Select Top N Rows in PySpark DataFrame (With Examples)


There are two common ways to select the top N rows in a PySpark DataFrame:

Method 1: Use take()

df.take(10)

This method will return an array of the top 10 rows.

Method 2: Use limit()

df.limit(10).show()

This method will return a new DataFrame that contains the top 10 rows.

The following examples show how to use each of these methods in practice with the following PySpark DataFrame:

from pyspark.sql import SparkSession
spark = SparkSession.builder.getOrCreate()

#define data
data = [['A', 'East', 11], 
        ['A', 'East', 8], 
        ['A', 'East', 10], 
        ['B', 'West', 6], 
        ['B', 'West', 6], 
        ['C', 'East', 5]] 
  
#define column names
columns = ['team', 'conference', 'points'] 
  
#create DataFrame using data and column names
df = spark.createDataFrame(data, columns) 
  
#view DataFrame
df.show()

+----+----------+------+
|team|conference|points|
+----+----------+------+
|   A|      East|    11|
|   A|      East|     8|
|   A|      East|    10|
|   B|      West|     6|
|   B|      West|     6|
|   C|      East|     5|
+----+----------+------+

Example 1: Select Top N Rows Using take()

We can use the following syntax with the take() method to select the top 3 rows from the DataFrame:

#select top 3 rows from DataFrame
df.take(3)

[Row(team='A', conference='East', points=11, assists=4),
 Row(team='A', conference='East', points=8, assists=9),
 Row(team='A', conference='East', points=10, assists=3)]
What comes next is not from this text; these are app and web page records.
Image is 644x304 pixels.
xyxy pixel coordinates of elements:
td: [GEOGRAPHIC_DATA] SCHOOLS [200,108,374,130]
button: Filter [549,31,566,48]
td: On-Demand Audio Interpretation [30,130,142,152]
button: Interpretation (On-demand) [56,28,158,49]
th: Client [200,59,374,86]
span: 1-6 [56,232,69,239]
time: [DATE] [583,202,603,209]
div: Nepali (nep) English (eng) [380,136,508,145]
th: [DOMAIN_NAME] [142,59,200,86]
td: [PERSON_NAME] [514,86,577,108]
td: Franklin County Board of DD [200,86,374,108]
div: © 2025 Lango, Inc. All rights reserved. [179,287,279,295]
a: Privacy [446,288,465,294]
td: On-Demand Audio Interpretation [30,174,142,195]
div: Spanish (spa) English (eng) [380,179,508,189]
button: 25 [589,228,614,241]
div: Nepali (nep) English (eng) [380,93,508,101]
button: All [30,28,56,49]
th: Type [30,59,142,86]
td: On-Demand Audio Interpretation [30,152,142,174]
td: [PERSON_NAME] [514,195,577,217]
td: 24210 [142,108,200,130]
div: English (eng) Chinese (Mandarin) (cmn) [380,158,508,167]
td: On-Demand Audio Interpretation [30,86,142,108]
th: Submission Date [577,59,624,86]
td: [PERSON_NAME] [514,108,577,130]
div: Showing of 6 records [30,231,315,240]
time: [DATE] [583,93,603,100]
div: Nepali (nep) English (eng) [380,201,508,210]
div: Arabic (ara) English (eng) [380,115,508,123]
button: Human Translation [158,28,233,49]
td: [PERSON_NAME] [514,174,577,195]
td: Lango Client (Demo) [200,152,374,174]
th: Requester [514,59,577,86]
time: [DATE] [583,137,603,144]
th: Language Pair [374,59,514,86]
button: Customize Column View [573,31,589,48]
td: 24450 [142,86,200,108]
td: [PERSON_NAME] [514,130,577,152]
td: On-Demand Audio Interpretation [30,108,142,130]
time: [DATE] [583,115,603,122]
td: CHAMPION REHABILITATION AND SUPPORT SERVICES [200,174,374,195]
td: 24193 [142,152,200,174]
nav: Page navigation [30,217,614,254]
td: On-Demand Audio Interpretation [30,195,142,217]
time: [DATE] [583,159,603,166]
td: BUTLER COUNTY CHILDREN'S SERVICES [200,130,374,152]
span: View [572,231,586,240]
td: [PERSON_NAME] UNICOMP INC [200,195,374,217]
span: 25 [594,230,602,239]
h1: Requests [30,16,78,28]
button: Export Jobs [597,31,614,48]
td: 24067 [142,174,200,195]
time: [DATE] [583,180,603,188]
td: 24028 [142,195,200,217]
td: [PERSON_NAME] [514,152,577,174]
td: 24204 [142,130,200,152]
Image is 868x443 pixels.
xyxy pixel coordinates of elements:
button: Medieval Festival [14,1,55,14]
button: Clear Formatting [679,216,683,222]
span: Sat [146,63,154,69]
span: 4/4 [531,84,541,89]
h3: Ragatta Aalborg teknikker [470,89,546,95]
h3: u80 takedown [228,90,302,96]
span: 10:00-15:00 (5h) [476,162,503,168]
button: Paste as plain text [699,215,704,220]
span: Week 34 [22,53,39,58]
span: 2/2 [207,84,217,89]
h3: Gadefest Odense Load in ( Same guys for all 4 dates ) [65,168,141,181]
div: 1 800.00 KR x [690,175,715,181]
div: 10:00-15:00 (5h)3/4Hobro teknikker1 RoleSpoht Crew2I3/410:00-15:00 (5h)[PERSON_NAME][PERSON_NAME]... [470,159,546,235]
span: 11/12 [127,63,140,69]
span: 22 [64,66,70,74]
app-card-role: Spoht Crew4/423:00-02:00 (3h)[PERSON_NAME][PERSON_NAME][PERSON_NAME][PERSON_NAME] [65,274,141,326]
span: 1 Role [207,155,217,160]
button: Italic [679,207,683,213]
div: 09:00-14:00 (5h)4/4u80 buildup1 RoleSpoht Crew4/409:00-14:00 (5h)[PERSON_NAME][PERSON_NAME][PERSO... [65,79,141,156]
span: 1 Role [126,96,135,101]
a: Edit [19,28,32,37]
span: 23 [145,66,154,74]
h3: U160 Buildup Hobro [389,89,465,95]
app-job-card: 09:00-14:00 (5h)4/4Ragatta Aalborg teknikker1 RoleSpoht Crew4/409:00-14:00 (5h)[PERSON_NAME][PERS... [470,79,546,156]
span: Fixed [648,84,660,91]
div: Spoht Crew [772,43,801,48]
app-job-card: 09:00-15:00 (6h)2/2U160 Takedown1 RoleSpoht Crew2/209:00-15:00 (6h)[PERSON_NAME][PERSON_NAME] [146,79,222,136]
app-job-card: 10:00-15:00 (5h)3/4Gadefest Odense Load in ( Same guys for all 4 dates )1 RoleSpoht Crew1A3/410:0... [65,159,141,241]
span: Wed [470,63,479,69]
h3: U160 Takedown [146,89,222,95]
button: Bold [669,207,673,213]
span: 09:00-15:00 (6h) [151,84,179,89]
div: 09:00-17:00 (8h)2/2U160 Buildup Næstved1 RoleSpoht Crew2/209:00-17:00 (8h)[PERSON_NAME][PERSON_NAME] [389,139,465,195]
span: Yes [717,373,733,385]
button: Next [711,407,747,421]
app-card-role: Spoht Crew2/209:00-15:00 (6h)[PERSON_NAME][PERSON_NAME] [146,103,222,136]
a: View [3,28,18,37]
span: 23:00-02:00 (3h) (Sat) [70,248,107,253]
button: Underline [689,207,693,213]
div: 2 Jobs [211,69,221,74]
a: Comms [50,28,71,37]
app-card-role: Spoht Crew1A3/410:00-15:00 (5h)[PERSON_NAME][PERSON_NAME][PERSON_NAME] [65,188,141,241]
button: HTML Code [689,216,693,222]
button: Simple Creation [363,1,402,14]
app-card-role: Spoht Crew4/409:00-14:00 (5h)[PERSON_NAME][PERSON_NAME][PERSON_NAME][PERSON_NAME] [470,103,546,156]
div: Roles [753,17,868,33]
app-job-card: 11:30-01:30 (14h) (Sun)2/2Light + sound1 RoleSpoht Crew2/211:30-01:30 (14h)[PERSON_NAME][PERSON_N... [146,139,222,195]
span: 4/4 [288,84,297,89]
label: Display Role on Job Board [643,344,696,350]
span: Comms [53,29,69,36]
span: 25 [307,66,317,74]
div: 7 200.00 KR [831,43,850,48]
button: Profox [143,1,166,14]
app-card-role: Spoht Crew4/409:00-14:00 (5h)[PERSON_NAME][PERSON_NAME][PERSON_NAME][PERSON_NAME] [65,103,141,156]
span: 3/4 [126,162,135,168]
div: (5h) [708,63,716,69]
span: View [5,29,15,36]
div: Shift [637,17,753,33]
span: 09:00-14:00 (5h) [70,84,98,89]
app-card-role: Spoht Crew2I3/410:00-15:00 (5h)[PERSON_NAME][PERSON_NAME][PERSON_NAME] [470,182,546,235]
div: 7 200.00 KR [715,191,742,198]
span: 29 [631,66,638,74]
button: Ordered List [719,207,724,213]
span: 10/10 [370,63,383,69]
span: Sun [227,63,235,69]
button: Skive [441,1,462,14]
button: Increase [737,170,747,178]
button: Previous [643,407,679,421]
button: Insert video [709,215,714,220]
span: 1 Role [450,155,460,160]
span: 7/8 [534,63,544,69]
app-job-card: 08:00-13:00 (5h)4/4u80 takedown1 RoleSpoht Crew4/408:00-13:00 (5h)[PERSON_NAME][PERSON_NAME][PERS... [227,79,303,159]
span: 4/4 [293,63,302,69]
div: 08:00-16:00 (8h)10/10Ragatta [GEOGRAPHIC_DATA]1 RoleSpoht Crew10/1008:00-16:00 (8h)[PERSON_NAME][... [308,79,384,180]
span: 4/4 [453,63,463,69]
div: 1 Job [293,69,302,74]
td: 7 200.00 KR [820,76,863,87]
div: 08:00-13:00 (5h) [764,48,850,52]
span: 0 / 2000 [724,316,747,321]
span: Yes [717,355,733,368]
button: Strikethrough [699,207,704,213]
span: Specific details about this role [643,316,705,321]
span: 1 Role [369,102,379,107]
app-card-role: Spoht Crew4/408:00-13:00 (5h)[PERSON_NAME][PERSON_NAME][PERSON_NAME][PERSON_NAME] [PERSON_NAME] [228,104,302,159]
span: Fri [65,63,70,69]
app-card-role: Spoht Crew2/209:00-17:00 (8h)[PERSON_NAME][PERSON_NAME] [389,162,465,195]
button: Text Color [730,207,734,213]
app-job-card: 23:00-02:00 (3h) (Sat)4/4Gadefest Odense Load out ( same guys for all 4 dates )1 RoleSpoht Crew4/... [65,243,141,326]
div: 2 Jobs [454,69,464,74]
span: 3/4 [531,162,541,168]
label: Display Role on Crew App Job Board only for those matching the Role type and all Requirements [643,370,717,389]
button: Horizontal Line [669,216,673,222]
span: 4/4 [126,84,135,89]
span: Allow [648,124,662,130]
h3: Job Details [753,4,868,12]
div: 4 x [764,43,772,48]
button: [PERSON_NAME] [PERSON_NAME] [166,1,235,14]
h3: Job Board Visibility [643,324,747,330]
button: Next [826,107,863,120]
This method returns an array of the top 3 rows of the DataFrame.

Example 2: Select Top N Rows Using limit()

We can use the following syntax with the limit() method to select the top 3 rows from the DataFrame:

#select top 3 rows from DataFrame
df.limit(3).show()

+----+----------+------+-------+
|team|conference|points|assists|
+----+----------+------+-------+
|   A|      East|    11|      4|
|   A|      East|     8|      9|
|   A|      East|    10|      3|
+----+----------+------+-------+

This method returns a DataFrame that contains only the top 3 rows of the original DataFrame.

#select top 3 rows from DataFrame only for 'team' and 'points' columns
df.select('team', 'points').limit(3).show()

+----+------+
|team|points|
+----+------+
|   A|    11|
|   A|     8|
|   A|    10|
+----+------+

Notice that only the top 3 rows for the team and points columns are shown in the resulting DataFrame.